Yesterday's papers reported widespread concern about the operation of care in the community. It is obviously difficult to talk about the subject because we hear only about the cases that fail. There are a large number of successful cases of care in the community, but my concern and that of the House and the country is that there are too many unsuccessful cases. Certainly, the views of the relatives of those affected is that sometimes the psychiatrists do not listen to the parents and relatives of those afflicted with schizophrenia as often as they might.

Mr. David Martin (Portsmouth, South): In addition to the concerns of parents and relatives are those of our constituents who live next to, opposite or in the same block of flats as people who have been released into the community. They sometimes feel that they are given insufficient back-up when there are major problems with a neighbour who perhaps ought to go back into secure care, and that their concerns are not sufficiently taken into account when they ask for action along those lines.

Mr. Marshall: I thoroughly agree with my hon. Friend. About a dozen or 15 people from a council-owned block of flats came to one of my earliest surgeries, and I wondered what on earth had gone wrong. They explained that the problem was all to do with a Mr. Campbell. I asked whether he was the caretaker and they replied, "No. He is a patient who has been released into the

17 Jan 1996 : Column 656

community." Having been released into the community, Mr. Campbell lived in a flat where he had an armchair and a stereo system. His way of life was to operate his stereo system from 8 pm to 8 am and rest for the entire day. That was fine for him, but not for those of his neighbours who had to get up at 8 am to go to work.

My hon. Friend is quite right to say that the neighbours frequently suffer. It was with great difficulty that I was able to get a psychiatrist to look again at Mr. Campbell. In far too many cases, neighbours and individuals who are divorced from the problem become victims of it.

Yesterday's papers were full of the murder of the south London schoolteacher Suzanne Steckel by her son Gilbert, who then committed suicide. Gilbert had discharged himself from the Maudsley hospital, which is a mental hospital. Two lives were lost unnecessarily because of the ease with which he was able to discharge himself.
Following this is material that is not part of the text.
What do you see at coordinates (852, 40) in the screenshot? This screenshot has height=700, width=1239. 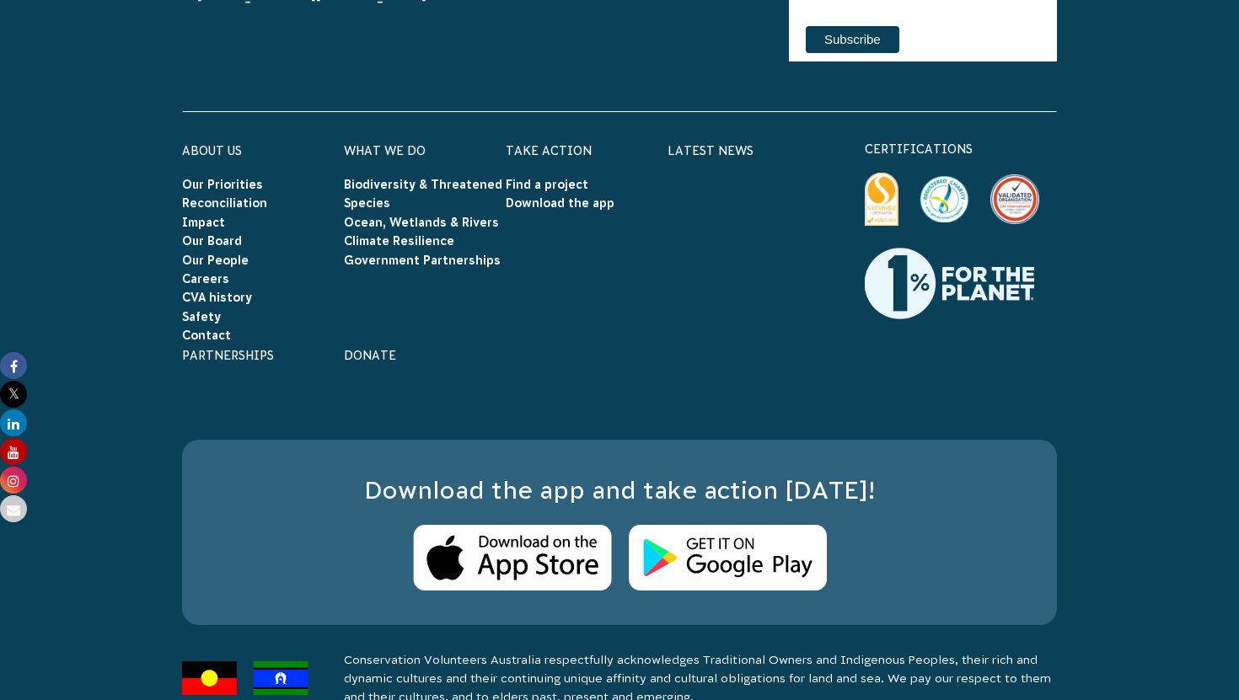 I see `input: Subscribe` at bounding box center [852, 40].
Secondly, there was a report that 61 murders had been committed by schizophrenics, who were involved in more than 200 suicides. That represents five unnecessary deaths every week. It is not sufficient to say that the trend is downwards from 109 murders in 1979. There are still too many unnecessary killings and deaths as a result of people being released prematurely from hospital.

Yesterday, a report in The Times stated that the Royal College of Psychiatrists attributed suicides and homicides to three factors--a failure of communication, lack of face-to-face contact between patients and doctors, and patients not taking their medication. An article in The Independent yesterday by Nicholas Timmins, a widely respected journalist writing on social issues, described the lack of psychiatric hospital beds. The Royal College of Psychiatrists estimates that London has a bed occupancy rate of 120 per cent. and that Londoners can be sent into secure accommodation as far afield as in Yorkshire or Wales, 200 miles away. The article pointed out that the bed manager of Gordon hospital in London has the telephone numbers of 37 secure units, so that when he receives a request for a secure bed, he has 37 units to call, on the off-chance that he will be able to locate such a bed.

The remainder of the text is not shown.